How would we create an immutable reference cycle though? We would need some form of forward/mutual declaration. Imagine for a moment that Hemlock allows the following (it does not).

type rec t: t = {
    x: uns
    next: t
  }

# Poof, a knot.
a = {x=42; next=b}
  also b = {x=13; next=a}

Disaster is averted simply by omitting such constructs from Hemlock. But Hemlock does provide one seemingly dangerous construct: mutual recursion.

rec odd x =
    match x > 0 with
      | false -> "odd"
      | true -> even (x - 1)
  also even x =
    match x > 0 with
      | false -> "even"
      | true -> odd (x - 1)
f = even
f 42 # -> "even"
f 13 # -> "odd"

At the time the odd closure is created, even isn’t yet defined.

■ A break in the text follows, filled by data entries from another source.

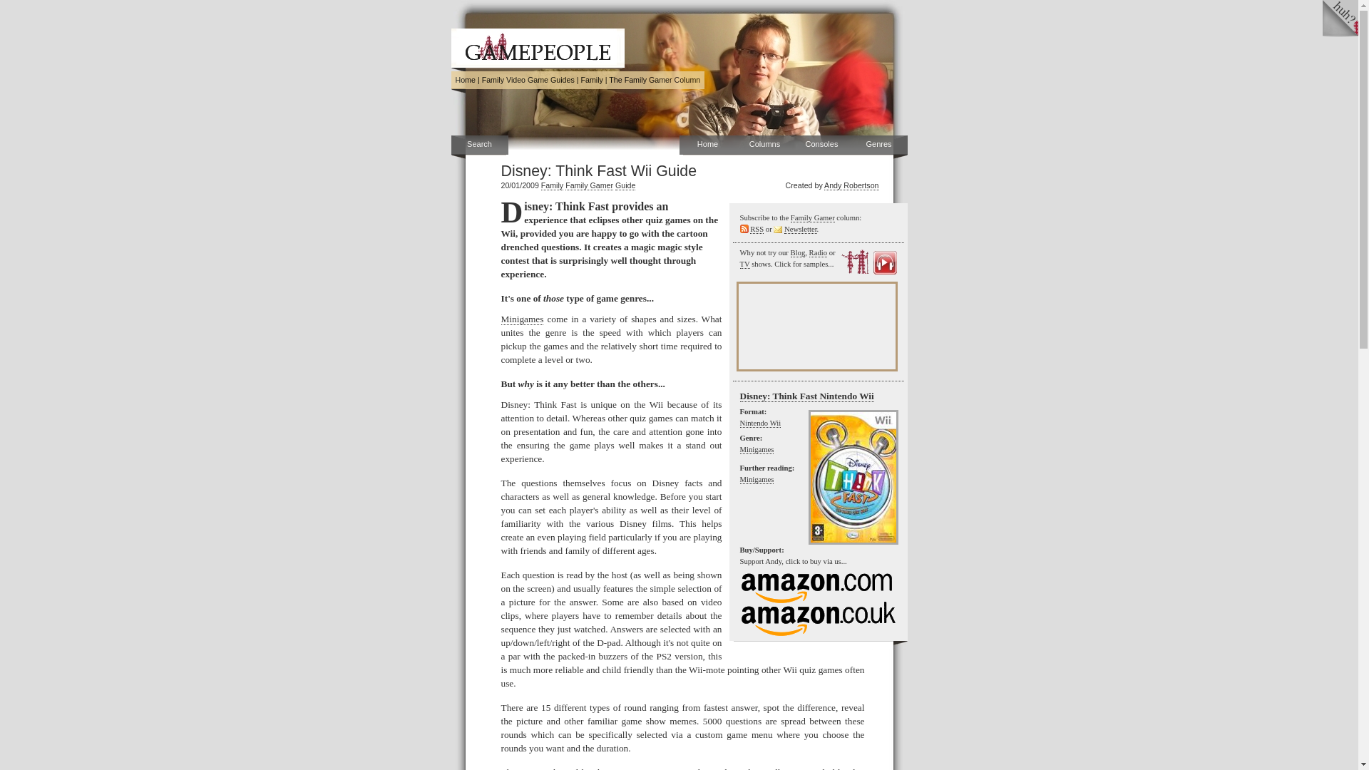  I want to click on Family Gamer, so click(589, 185).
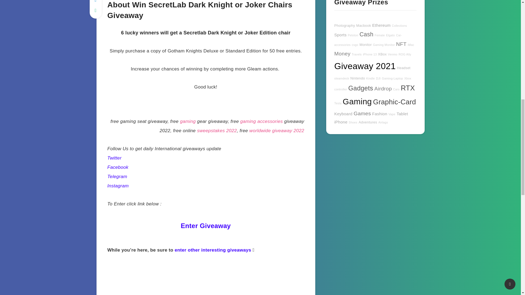 The height and width of the screenshot is (295, 525). Describe the element at coordinates (355, 45) in the screenshot. I see `48 topics` at that location.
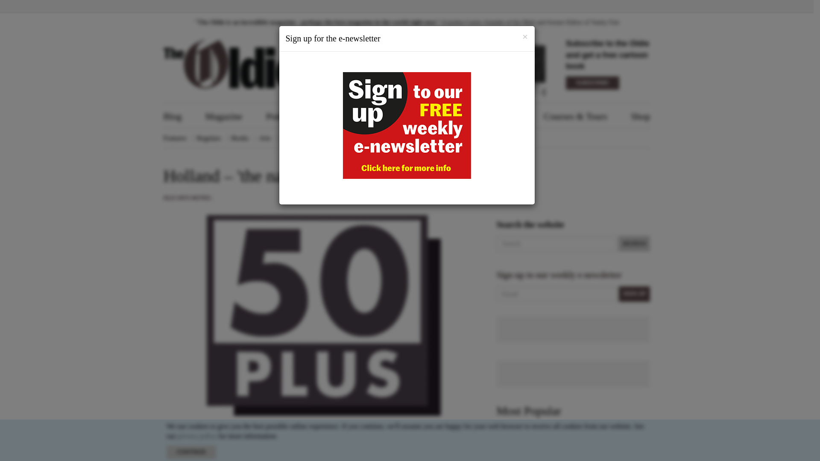 The image size is (820, 461). Describe the element at coordinates (635, 294) in the screenshot. I see `SIGN UP` at that location.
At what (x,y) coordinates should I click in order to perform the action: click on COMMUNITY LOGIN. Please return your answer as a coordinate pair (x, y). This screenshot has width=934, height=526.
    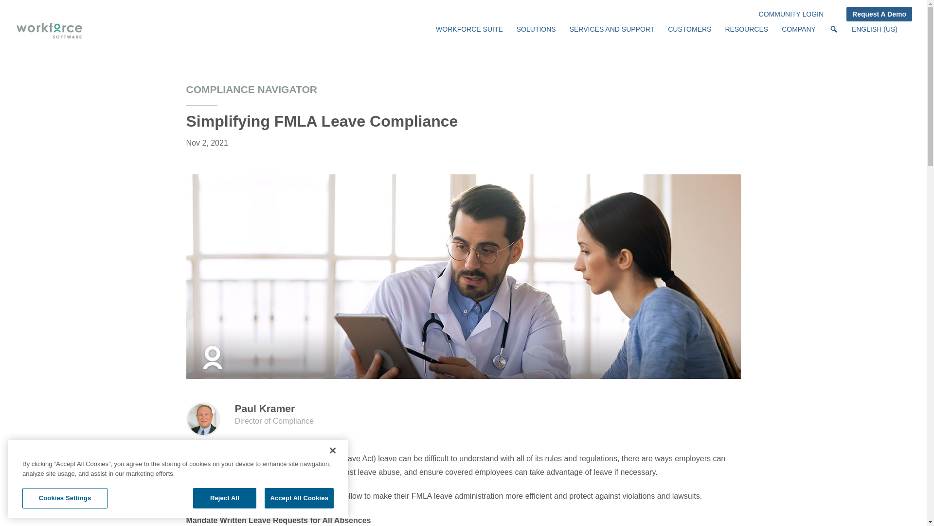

A straightforward implementation would just mutate odd once even exists. Or the implementation could treat even as a “free variable” in the odd closure. Let’s look at a manual implementation of this that uses partial application to allocate closures and see why it’s a form of cycle-inducing mutation.

type odd_closure: &odd_closure = {
    &even: uns -> string
  }

odd_func {even} x =
    match x > 0 with
      | false -> "odd"
      | true -> even (x - 1)

type even_closure: &even_closure = {
    &odd: uns -> string
  }

even_func {odd} x =
    match x > 0 with
      | false -> "even"
      | true -> odd (x - 1)

dummy_func _x =
    ""

# Abracadabra, a Gordian knot!
even = {odd=dummy_func}
even.odd := odd_func even
odd = {even=dummy_func}
odd.even := even_func odd

Okay, let’s do something sightly more clever that has a long enough name even the German language would be moderately proud: defunctionalization.

type selector =
  | Odd of uns
  | Even of uns

rec odd_even selector =
    match selector with
      | Odd x ->
        match x > 0 with
          | false -> "odd"
          | true -> odd_even (Even (x - 1))
      | Even x ->
        match x > 0 with
          | false -> "even"
          | true -> odd_even (Odd (x - 1))

odd x =
    odd_even (Odd x)

even x =
    odd_even (Even x)

It is possible to generate machine code that is incrementally faster than variant dispatch, but this captures the essence of the approach, and it can always convert mutually recursive functions to a form that avoids reference cycles. Thank goodness, Hemlock programs can use mutual recursion without restriction!